Alexander Hamilton started off on the Island of St. Croix. His father left when he was young, and his mother was unable to really support the family. Because of this Hamilton started work in a mercantile business at the age of 10. There was a hurricane in the Caribbean that he wrote about which got him noticed and sent to school in New York in 1772 (Ripper 2008, pg. 124). He served in the war as a part of the artillery company and was soon promoted by General Washington to lieutenant colonel. In 1780 he married Elizabeth Schuyler, who came from a wealthy family.
He ended up becoming a lawyer, and for years he was unstoppable. For 20 years he “promoted a vision of America that joined government, the people, and finances in a secular trinity,” and there was such a big significance of this that he ended up becoming the face of the $10 bill (Ripper 2008, pg. 124). He believed in having more federal union, which in turn caused him to advocate for the Constitutional Convention.
Even though he didn’t play a huge role in the convention, he paired up with James Madison and John Jay to write the best essays in support of the Constitution which helped ensure its ratification. Besides helping establish that, he helped build the Bank of New York, and became the Secretary of the Treasury. He was a big promoter of manufacturing, banking, and large-scale trading.
He was able to get President Washington and Congress to adopt the “Bank of the United States (1791), the assumption of all the state and national debts that arose from the War of Independence (1790), close relations with Britain and weaker relations with France, and excise tax on liquor of 7 cents per gallon (1791), and expanded presidential powers” (Ripper 2008, pg. 125). The people that benefitted from Hamilton’s plans were mostly middle states and New England, not the south. Hamilton’s excise tax on liquor got people in the west to side with Jefferson in thinking that Federal government was too strong for the nation. Eventually people that didn’t pay taxes had to go to court, but those people started a rebellion n in return.
Hamilton and the governor of Virginia with a militia to stop the rebellion, and Hamilton believed that the “martial display of force was exactly what the federal government needed” (Ripper 2008, pg. 127). One of the only things Jefferson and Hamilton were able to agree on was the relocation of the capital to permanently be on the Potomac River in “exchange for passage of Hamilton’s request to have the government assume the public debt” (Ripper 2008, pg. 128).
In 1795 Hamilton left Washington to return to practicing law. On July 11, 1804 Hamilton took part in a duel between Aaron Burr to settle a dispute where he was shot and eventually died the next day. Hamilton wasn’t the best in politics, but he sure did have a big influence in the finances of the newly independent nation. In what other ways did Alexander Hamilton influence the United States? And Besides helping establish that, he helped build the Bank of New York, and became the Secretary of the Treasury.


# Work task
Using the entries that follow, give the number of lines containing the string "title". Write nothing besides that number.
----
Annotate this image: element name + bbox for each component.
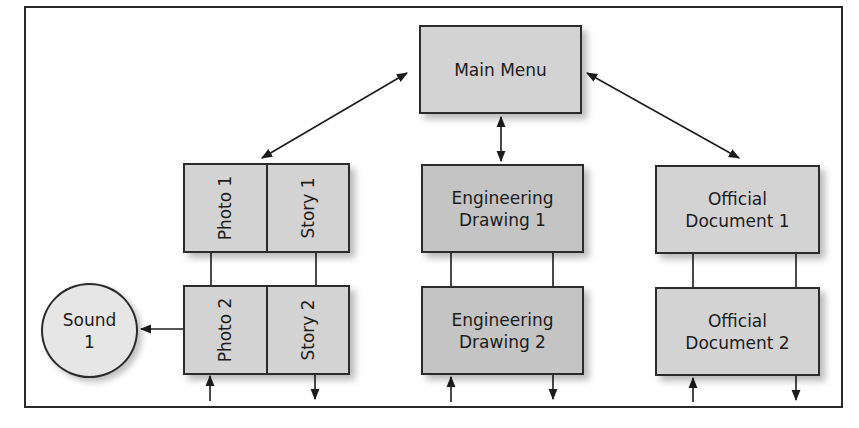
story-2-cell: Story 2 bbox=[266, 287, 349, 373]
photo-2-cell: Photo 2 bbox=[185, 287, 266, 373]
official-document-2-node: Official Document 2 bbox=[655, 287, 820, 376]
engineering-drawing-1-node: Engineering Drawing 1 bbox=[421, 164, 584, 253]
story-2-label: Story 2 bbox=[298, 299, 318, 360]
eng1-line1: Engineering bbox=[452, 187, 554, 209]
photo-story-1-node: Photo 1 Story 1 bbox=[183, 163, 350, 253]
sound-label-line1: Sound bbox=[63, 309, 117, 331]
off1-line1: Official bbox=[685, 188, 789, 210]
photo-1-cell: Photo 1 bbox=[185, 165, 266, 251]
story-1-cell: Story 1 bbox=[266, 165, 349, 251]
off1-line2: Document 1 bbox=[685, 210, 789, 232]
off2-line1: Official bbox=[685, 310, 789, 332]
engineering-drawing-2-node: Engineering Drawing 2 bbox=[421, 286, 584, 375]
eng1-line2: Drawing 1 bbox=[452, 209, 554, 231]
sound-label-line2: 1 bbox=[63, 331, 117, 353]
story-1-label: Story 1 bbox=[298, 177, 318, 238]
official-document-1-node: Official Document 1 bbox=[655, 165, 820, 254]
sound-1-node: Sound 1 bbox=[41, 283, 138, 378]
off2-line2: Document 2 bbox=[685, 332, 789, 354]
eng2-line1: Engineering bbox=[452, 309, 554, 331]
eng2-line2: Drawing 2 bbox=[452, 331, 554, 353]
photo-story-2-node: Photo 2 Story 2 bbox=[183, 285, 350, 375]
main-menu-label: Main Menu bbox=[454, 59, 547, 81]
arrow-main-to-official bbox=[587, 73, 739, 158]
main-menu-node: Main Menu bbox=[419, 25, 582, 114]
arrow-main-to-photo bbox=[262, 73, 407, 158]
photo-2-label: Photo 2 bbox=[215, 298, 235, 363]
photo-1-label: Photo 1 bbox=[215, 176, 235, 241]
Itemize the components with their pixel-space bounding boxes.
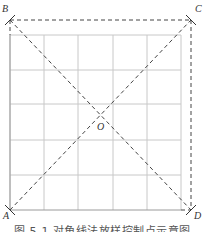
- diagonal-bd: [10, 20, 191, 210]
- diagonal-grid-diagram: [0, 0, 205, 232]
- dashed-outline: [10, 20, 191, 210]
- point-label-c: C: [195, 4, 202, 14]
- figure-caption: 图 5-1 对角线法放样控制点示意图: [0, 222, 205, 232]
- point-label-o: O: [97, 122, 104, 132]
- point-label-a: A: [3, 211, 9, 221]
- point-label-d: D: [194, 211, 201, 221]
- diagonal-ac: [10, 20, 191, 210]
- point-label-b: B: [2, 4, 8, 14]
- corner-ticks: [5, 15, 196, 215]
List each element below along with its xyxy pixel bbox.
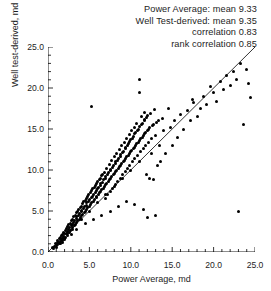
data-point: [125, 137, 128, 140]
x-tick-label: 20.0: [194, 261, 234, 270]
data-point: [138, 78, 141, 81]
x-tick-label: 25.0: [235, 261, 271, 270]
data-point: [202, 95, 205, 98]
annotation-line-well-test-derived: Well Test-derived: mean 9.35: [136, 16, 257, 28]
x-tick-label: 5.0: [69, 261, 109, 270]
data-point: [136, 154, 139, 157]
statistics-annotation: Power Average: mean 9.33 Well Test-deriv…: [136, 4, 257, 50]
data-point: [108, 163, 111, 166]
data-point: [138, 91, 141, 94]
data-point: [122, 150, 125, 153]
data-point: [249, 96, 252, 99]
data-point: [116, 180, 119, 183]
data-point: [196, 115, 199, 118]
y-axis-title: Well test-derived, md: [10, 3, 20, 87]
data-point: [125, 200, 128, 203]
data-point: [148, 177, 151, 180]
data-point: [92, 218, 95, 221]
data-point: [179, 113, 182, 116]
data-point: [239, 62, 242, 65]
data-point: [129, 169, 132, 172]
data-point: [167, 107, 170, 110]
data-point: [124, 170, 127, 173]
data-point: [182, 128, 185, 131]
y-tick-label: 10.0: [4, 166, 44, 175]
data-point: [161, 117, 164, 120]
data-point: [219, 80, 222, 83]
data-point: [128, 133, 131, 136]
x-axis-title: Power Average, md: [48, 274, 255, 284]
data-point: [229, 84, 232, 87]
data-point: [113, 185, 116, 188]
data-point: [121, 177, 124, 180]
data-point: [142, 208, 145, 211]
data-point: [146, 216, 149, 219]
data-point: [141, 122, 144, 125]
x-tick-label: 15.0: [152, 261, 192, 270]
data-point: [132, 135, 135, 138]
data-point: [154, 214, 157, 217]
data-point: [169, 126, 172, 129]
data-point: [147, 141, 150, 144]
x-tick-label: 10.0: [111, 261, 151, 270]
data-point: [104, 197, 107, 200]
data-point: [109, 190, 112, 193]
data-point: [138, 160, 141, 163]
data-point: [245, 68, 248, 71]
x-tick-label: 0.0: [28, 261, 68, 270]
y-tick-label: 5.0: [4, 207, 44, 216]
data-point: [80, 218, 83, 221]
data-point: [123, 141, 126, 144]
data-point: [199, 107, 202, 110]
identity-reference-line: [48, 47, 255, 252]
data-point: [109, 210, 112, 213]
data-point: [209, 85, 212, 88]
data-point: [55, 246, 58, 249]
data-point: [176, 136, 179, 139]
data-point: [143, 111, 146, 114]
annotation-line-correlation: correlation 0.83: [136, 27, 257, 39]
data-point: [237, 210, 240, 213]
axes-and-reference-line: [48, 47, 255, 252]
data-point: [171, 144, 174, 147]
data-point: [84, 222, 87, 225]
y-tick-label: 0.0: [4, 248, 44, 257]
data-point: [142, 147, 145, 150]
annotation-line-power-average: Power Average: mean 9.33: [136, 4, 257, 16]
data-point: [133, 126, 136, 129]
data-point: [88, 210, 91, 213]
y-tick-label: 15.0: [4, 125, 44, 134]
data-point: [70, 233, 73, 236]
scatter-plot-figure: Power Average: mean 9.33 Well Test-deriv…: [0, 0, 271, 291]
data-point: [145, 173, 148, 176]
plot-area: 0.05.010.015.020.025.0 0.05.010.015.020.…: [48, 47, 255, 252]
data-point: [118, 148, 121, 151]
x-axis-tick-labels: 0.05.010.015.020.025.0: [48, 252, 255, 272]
----
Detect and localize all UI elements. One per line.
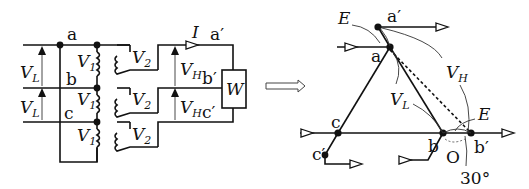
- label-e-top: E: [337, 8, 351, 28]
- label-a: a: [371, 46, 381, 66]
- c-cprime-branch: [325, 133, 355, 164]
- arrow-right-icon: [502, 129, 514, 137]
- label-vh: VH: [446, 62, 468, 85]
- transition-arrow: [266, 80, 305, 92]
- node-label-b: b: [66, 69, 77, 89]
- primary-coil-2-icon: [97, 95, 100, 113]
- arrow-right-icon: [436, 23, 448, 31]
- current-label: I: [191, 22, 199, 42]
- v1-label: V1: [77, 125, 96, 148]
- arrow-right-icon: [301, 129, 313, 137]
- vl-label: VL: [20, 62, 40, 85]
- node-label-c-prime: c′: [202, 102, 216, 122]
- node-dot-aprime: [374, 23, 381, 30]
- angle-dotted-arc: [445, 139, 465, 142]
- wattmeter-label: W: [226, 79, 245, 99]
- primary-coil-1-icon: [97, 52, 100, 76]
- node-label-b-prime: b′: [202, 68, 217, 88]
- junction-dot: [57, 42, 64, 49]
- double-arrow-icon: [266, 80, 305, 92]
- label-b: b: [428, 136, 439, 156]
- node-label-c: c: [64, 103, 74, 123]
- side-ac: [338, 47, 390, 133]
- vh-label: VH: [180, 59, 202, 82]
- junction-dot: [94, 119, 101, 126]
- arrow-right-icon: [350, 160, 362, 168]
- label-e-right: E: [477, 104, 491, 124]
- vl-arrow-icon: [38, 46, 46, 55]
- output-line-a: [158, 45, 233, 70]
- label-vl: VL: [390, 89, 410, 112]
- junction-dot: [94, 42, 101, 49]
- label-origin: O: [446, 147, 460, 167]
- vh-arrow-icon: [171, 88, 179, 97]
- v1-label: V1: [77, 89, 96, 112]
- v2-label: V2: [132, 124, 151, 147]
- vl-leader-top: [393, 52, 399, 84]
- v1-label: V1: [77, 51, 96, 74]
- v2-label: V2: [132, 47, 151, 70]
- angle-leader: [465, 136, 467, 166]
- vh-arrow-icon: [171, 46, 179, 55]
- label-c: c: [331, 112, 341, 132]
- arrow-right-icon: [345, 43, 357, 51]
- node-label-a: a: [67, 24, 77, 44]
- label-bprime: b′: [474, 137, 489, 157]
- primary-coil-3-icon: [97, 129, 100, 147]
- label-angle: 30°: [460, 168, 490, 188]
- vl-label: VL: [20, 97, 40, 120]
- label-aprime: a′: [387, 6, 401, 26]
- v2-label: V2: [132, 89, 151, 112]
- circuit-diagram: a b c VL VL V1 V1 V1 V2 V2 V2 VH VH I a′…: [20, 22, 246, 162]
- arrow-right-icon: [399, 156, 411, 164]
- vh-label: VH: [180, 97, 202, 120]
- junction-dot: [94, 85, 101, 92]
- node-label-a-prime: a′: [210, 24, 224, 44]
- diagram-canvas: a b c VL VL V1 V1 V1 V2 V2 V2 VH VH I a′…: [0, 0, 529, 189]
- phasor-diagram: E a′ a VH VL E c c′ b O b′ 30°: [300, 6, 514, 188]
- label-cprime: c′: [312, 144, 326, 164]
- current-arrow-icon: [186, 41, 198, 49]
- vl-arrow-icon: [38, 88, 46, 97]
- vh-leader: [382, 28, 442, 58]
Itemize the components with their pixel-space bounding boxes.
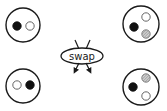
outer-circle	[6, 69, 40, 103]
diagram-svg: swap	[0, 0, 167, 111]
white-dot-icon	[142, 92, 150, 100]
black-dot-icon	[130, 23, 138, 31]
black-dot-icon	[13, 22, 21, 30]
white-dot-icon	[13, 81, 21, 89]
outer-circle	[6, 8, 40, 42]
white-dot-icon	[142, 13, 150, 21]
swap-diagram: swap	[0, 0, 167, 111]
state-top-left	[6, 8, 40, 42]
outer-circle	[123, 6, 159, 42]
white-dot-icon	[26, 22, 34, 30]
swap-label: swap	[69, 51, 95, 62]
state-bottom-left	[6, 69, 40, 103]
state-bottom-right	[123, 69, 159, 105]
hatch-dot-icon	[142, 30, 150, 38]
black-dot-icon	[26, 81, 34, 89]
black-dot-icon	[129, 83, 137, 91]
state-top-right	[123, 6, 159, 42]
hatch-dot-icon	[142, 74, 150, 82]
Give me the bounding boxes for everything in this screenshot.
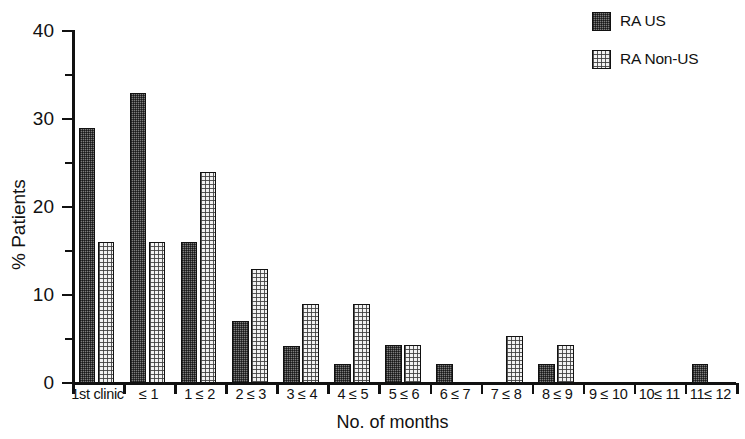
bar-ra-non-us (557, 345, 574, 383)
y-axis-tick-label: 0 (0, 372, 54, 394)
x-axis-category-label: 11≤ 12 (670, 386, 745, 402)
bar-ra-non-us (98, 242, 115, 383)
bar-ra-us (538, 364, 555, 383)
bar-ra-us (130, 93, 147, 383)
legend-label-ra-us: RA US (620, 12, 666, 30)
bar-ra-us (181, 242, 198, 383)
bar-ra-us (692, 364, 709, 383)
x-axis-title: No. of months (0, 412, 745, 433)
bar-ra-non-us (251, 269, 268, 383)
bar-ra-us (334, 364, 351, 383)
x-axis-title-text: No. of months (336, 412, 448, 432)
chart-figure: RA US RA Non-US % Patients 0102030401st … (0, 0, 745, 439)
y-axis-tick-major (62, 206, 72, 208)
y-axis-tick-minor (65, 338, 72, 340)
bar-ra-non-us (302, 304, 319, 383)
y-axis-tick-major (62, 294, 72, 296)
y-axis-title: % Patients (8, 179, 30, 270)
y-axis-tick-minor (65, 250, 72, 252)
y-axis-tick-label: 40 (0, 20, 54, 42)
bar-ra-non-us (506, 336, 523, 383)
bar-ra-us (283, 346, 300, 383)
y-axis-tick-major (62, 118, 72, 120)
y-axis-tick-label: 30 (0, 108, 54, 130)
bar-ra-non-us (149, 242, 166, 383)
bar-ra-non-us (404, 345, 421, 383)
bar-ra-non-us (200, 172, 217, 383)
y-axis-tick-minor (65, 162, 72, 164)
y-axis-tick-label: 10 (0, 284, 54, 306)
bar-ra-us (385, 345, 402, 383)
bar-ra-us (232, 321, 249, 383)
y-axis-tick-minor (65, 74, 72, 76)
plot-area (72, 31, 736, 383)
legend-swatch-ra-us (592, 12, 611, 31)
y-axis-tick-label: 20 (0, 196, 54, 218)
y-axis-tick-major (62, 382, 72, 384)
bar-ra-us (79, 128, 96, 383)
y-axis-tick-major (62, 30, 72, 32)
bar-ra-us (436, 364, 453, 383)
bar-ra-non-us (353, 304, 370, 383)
----
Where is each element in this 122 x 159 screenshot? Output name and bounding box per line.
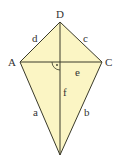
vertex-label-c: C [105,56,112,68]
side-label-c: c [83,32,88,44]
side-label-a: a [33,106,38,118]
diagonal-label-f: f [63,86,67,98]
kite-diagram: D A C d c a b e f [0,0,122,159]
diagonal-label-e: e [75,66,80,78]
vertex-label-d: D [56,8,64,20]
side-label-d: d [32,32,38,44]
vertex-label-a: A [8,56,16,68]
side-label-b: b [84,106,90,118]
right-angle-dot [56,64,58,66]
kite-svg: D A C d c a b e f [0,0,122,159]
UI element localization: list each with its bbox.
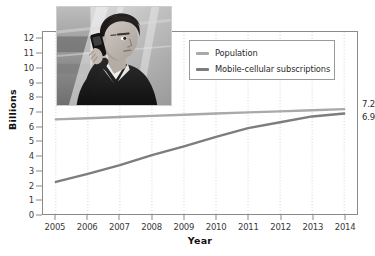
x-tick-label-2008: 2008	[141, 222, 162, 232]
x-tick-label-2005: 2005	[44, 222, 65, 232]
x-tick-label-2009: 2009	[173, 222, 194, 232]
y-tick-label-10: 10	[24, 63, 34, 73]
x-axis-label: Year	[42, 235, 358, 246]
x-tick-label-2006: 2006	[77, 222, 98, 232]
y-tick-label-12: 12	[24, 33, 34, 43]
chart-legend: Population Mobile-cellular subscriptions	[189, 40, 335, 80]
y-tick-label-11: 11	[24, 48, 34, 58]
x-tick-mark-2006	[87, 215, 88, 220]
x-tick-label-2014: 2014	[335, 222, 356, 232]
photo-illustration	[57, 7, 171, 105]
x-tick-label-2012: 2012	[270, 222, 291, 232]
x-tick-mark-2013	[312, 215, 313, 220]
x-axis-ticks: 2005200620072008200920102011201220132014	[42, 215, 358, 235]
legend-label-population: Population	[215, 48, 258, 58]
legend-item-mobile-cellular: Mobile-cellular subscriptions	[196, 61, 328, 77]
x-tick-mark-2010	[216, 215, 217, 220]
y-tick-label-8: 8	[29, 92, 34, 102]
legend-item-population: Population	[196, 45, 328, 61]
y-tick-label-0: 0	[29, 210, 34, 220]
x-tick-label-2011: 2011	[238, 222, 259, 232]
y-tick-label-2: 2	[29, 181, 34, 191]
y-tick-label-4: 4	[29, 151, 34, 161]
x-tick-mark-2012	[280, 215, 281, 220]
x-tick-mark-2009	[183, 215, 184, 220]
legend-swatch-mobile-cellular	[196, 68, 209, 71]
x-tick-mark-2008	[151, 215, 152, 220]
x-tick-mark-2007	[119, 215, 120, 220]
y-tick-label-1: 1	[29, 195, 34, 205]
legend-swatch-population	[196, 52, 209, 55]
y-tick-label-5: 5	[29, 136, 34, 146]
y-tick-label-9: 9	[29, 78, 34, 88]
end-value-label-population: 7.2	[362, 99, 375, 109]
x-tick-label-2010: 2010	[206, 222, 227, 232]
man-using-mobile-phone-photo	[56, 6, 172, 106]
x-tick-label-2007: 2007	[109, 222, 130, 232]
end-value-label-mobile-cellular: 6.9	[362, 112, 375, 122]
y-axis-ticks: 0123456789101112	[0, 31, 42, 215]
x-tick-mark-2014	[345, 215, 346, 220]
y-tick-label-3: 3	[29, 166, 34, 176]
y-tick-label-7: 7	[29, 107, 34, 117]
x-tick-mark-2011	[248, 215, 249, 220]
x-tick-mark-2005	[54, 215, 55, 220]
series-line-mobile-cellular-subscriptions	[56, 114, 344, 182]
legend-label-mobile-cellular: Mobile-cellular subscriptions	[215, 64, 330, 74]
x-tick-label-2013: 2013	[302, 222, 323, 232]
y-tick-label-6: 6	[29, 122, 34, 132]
----
# Output of the exercise
5